It’s deeply disappointing that our democratic republic is under assault and the federal government has yet to do anything to protect it. It is encouraging that, after the failure of the Freedom to Vote and John Lewis Voting Rights Advancement acts, our Maine delegation, including Sens. Susan Collins and Angus King, are working on improvements to federal laws, including the Electoral Count Act, in hopes of providing some minimum guardrails to protect our form of government. But reforming the Electoral Count Act alone is not enough.

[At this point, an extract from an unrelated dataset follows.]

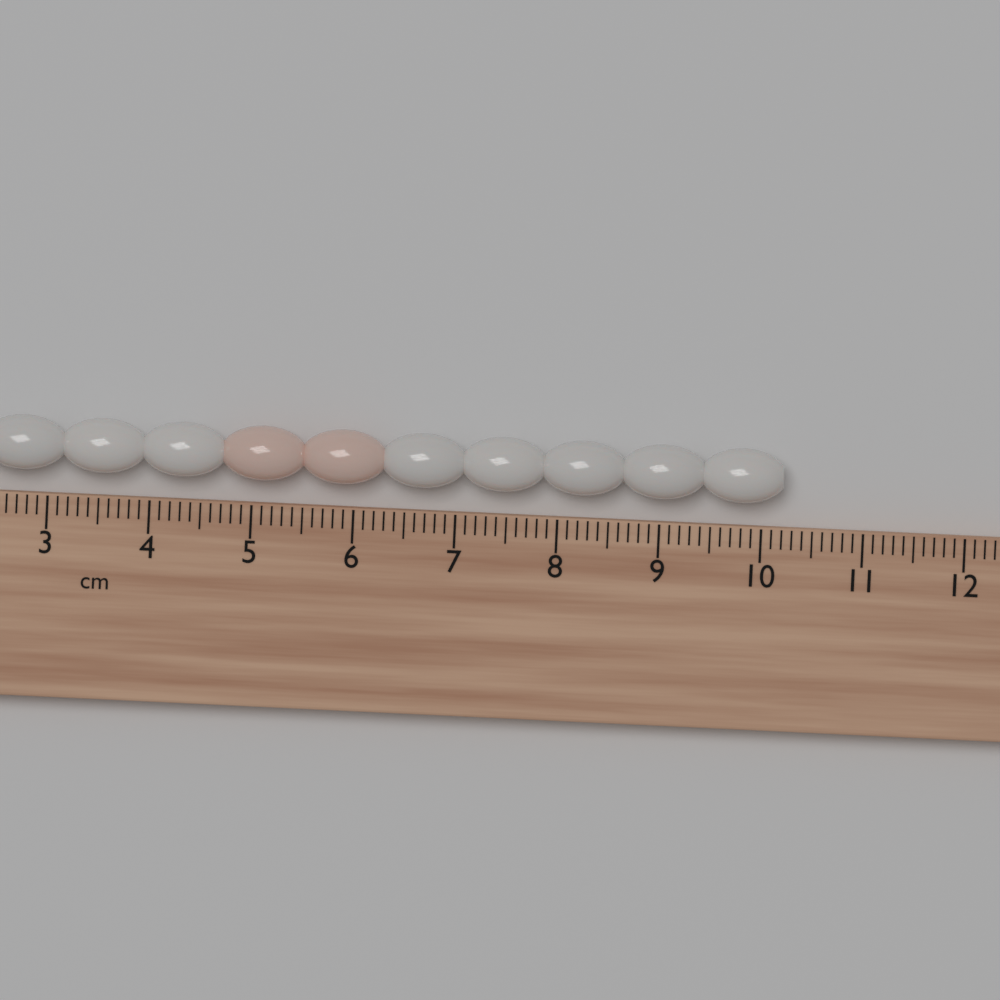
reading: 10.2 cm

Without these minimum national guardrails, individual state legislatures are chipping away at our national representative democracy. Following the most secure presidential election in the country’s history, 19 states have passed 34 laws making access to the ballot more difficult and more intimidating, including removal of secure drop boxes, limits on mail-in voting, voter-roll purges and creation of “election police.”

Both houses of Congress and both political parties have a responsibility to the American people, to the Constitution and to their oath of office to codify a national floor for voter access, to establish processes for nonpartisan redistricting and to ensure that post-election fraud and subversion is thwarted and prosecuted to guarantee a republican form of government to every state in the Union and at the national level.

All of Maine’s federal delegation must lead, and win, the fight now to preserve and protect this democratic republic by taking action before it is too late. Improvements to the Electoral Count Act are but a first step.